After years of stagnation, Microsoft Windows, Xbox, and Surface are showing some signs of life.
- Microsoft reported solid quarterly earnings on Thursday — with the surprise result that its More Personal Computing unit had posted 13% growth over the same period in 2017.
- That unit encompasses Windows, Xbox, and Surface, all businesses that Wall Street has long considered secondary to the meteoric rise of Microsoft's cloud computing businesses.
- The results prove that there's life left in these businesses yet, at least partially allaying fears that Microsoft was getting out of consumer technology.
- A big driver of that growth: Sales of third-party Xbox games.
When Microsoft announced its rock-solid quarterly earnings on Thursday, Wall Street analysts were happy to see the continued growth of its cloud computing businesses.
But there was a surprise buried in Microsoft's earnings statement. After years of stagnation, the More Personal Computing segment saw a gain of 13% over the same period of 2017, hitting $9.9 billion in revenue.
As a refresher, that segment encompasses the Windows operating system, the Surface hardware business, the Xbox gaming division, and the Bing search engine.
With the PC market in steady decline, Sony's PlayStation 4 crushing the Xbox One console in sales, and Google maintaining its dominance over search, the More Personal Computing segment has largely been discarded by Wall Street as secondary, at best, to Microsoft's still fast-growing business cloud services.
And yet, there's clearly some kind of life left in the segment, still. These results serve as at least a partial rebuke to the Microsoft fans who worry that the company is poised to kill the Surface and get out of the consumer hardware business entirely.
Third party games to the rescue
Microsoft itself credits the strength in More Personal Computing to a few different factors.
First, most businesses still need PCs, and they're moving to Windows 10 in droves. Microsoft says that revenue from selling Windows 10 Pro licenses to Windows manufacturers was up 11% from the same period in 2017, and that revenue from multi-year Windows 10 service agreements and cloud services was up 21% over the same span. It should be noted, however, that revenue from consumer Windows 10 licenses was down 8%.
Second, overall gaming revenue was up 18% over the same period last year, to about $2.2 billion. Some of that gaming growth is from services, like its Twitch competitor Mixer, or the all-you-can-play subscription service Xbox Game Pass. Mostly, though, Microsoft says that the real driver was Xbox software and services, which was up 24% over the same period in 2017, "mostly on third-party strength."
This is especially interesting: A common criticism of the Xbox One is that Microsoft doesn't publish enough titles that are exclusive to the console — giving gamers few reasons to choose it over rivals like the Sony PlayStation 4 and Nintendo Switch. However, Microsoft is saying that games from other publishers are selling well enough to bolster Xbox revenue.
Finally, Microsoft says that revenue from its Surface computers was up 32% from the same period of 2017, hitting just shy of $1.1 billion. That's a good look for Microsoft, after growth in Surface actually stagnated during the all-important holiday quarter last year, reinforcing speculation that the business would be discontinued.
There's still one quarter left to go in Microsoft's fiscal year, and it remains to be seen if this growth is a sign of things to come, or just a one-time blip as the company continues to go all-in on cloud.
One thing, ultimately, is very clear: With Microsoft's phone business almost fully unwound, the company is at least not being weighed down by that albatross around its neck anymore.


Print only the lines running from the line with "Get the bounding" to the final line below, both included, exactly as written and without the pictures.

[INFORMATION PROVIDED — start]

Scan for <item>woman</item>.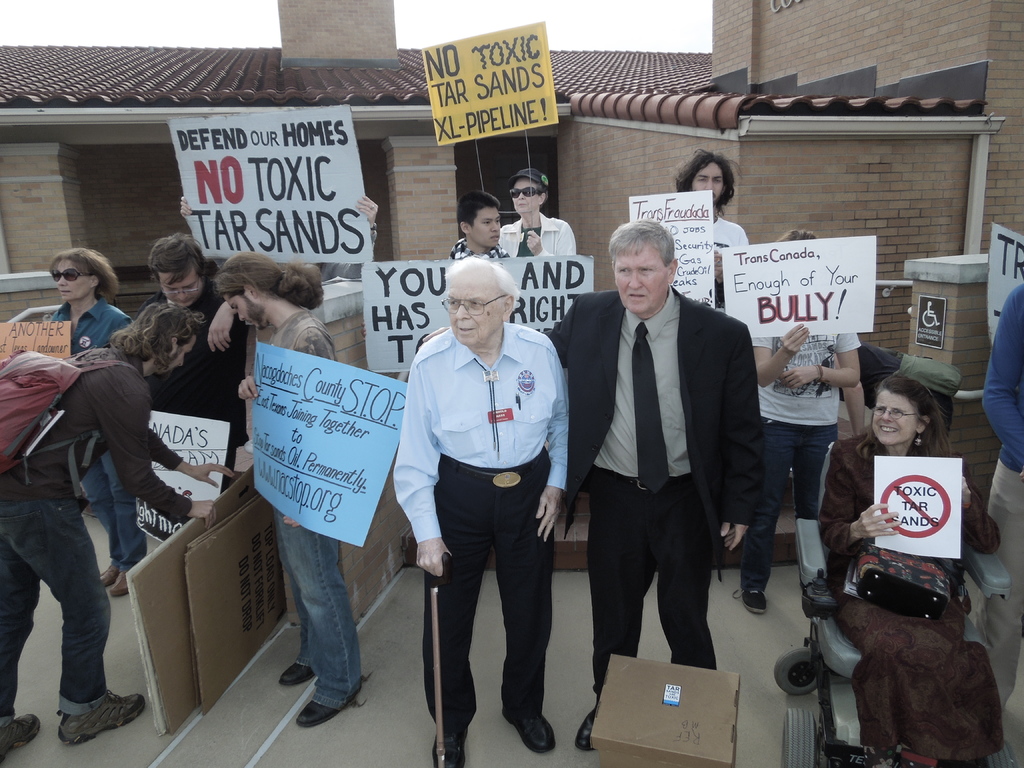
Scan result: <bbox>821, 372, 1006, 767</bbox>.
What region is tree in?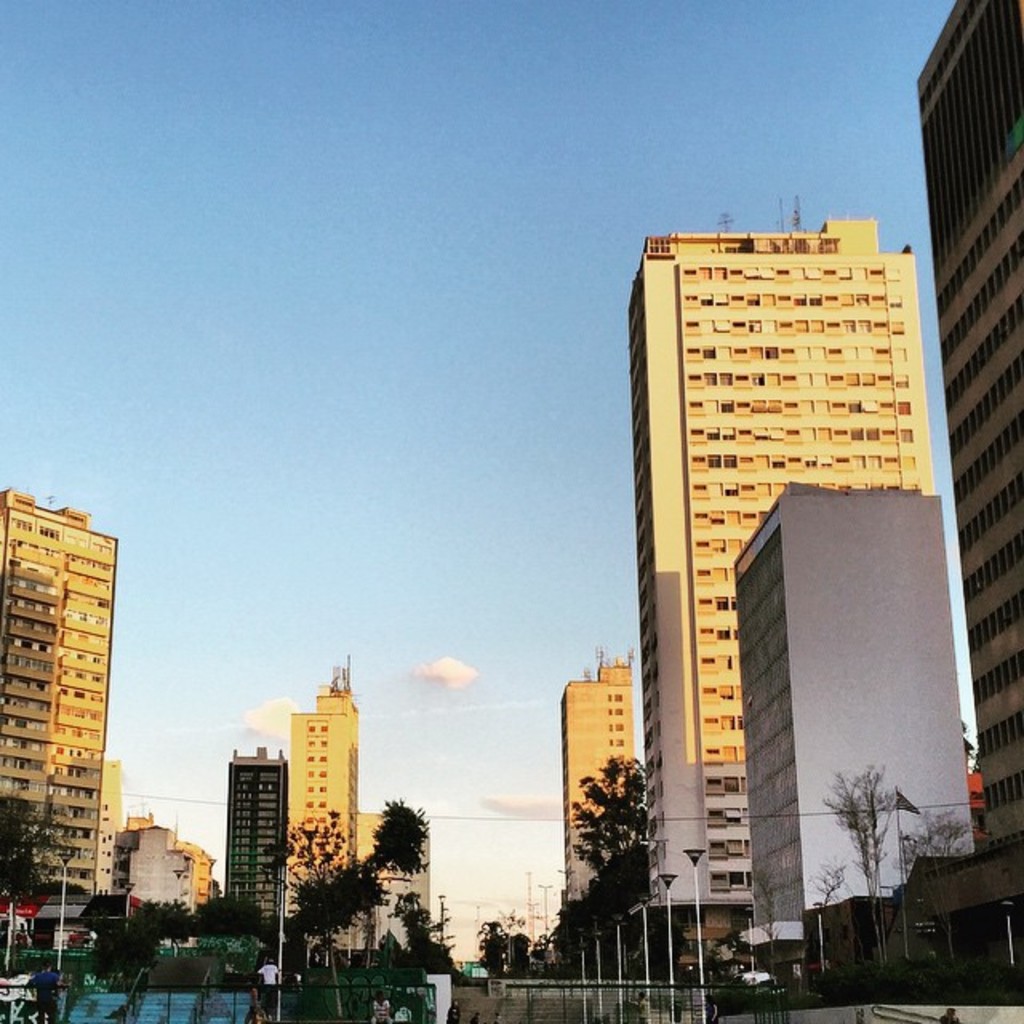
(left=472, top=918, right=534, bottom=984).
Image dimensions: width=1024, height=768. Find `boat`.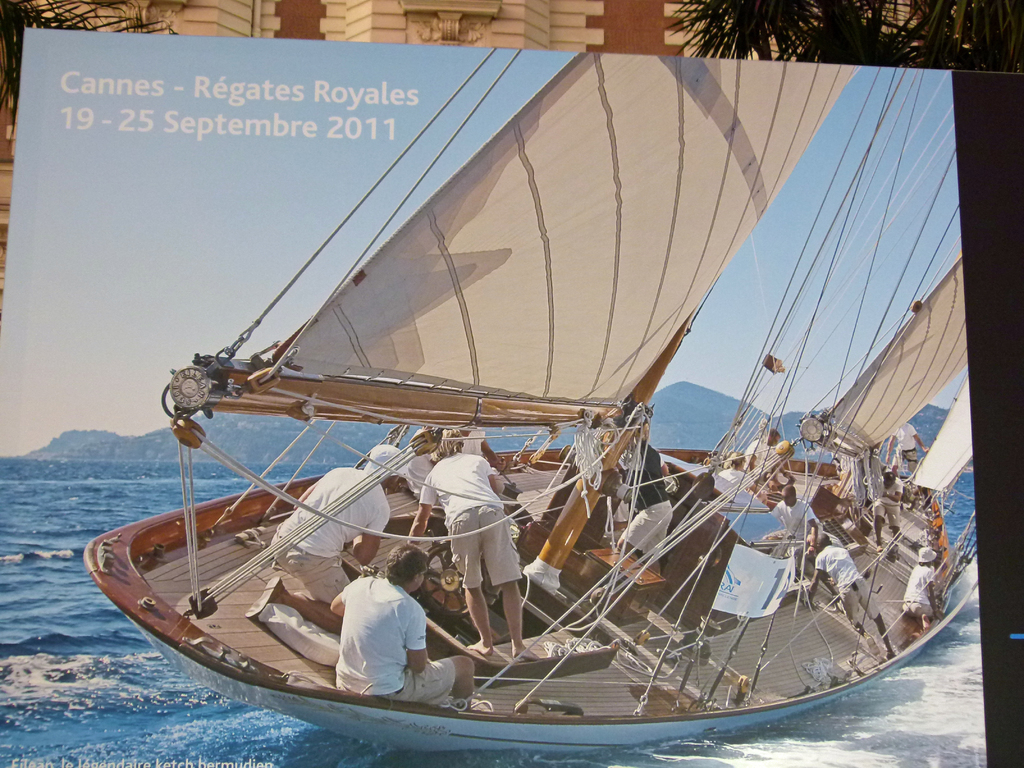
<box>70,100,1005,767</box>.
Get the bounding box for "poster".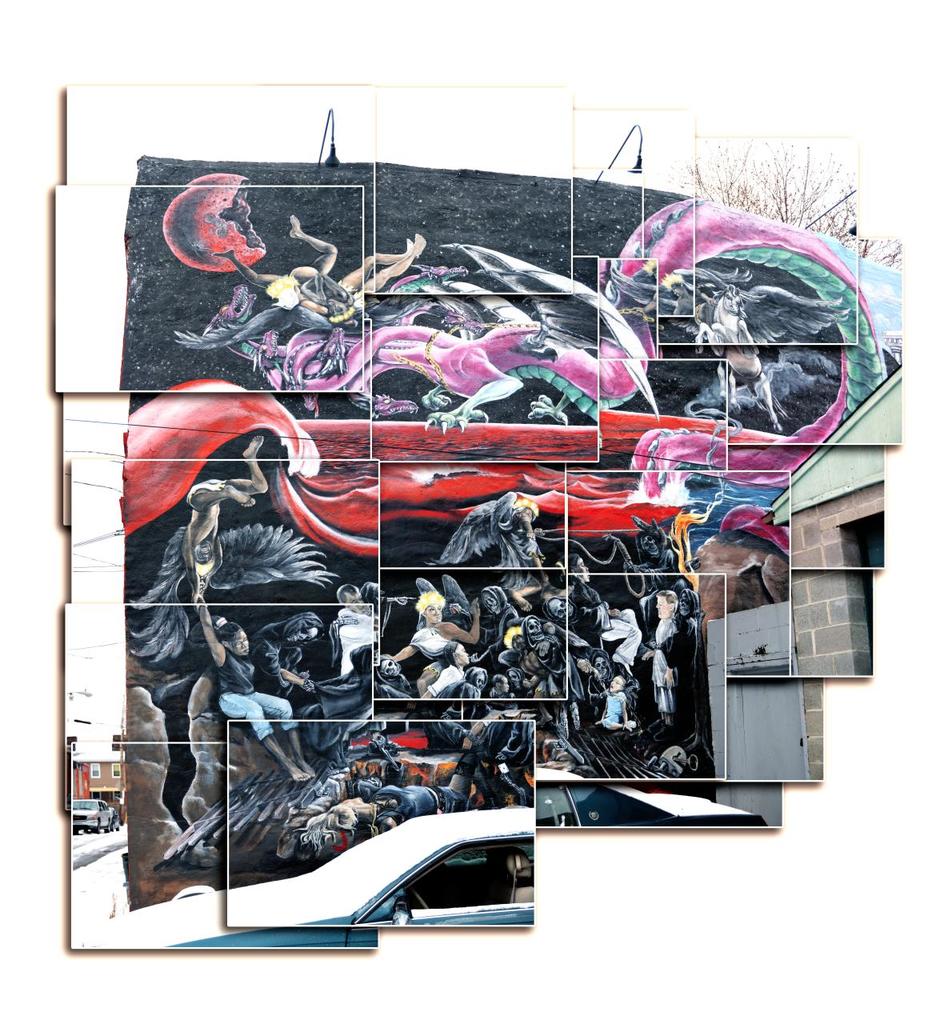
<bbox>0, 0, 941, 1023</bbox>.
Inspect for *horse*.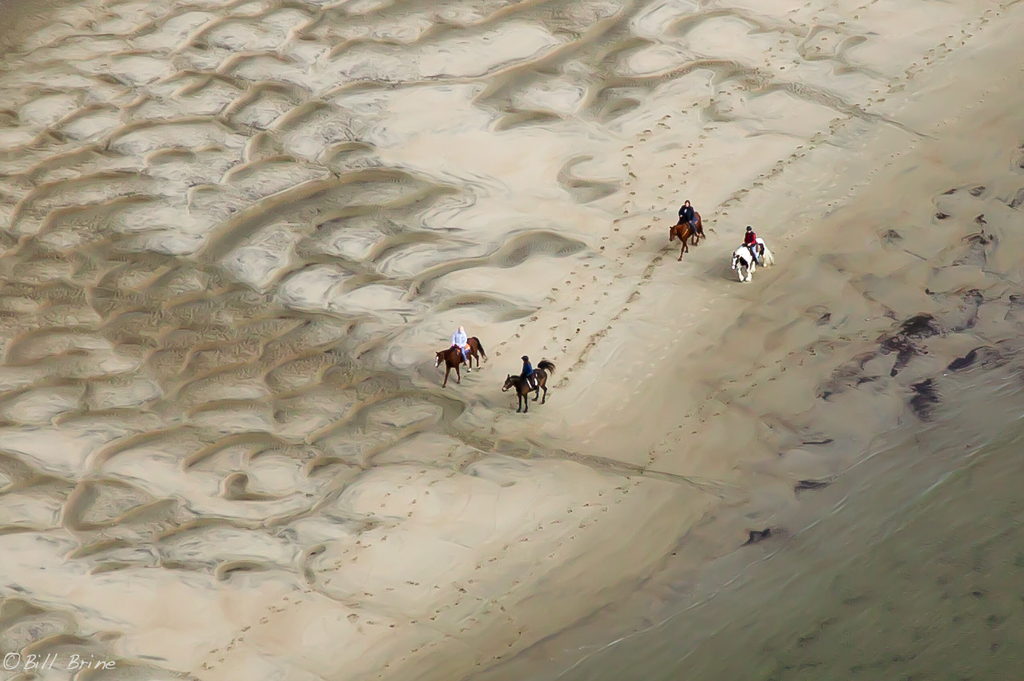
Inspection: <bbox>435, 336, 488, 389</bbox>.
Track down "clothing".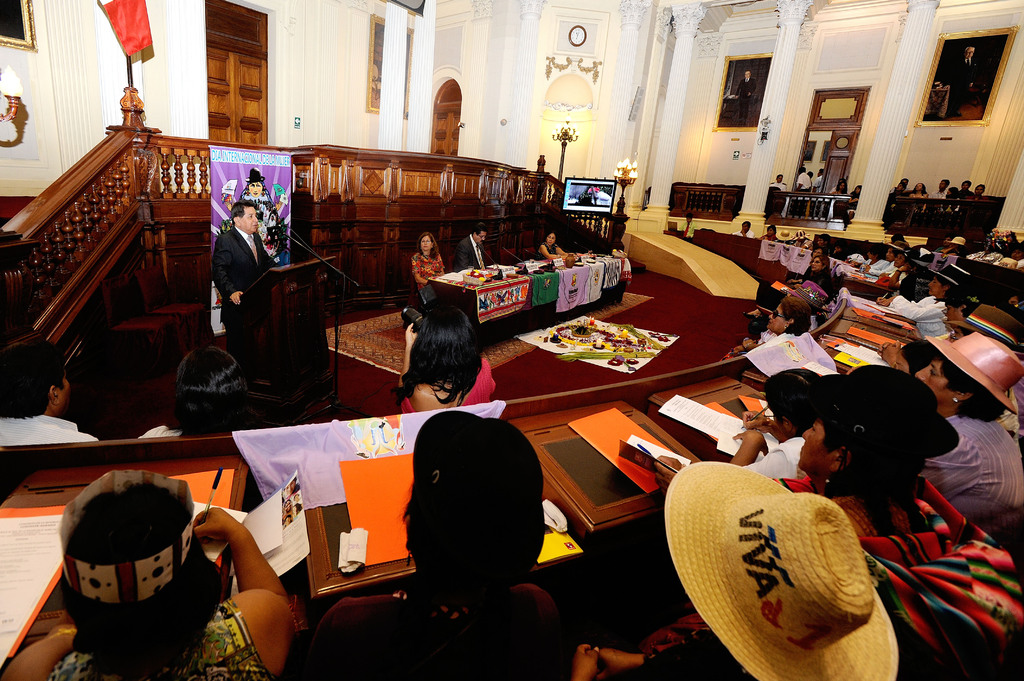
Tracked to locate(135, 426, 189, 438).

[INFORMATION PROVIDED — finish]

• YOUR SOLUTION:
Get the bounding box for "poster".
<bbox>0, 0, 941, 1023</bbox>.
Inspect for *horse*.
Inspection: <bbox>435, 336, 488, 389</bbox>.
Track down "clothing".
Tracked to locate(135, 426, 189, 438).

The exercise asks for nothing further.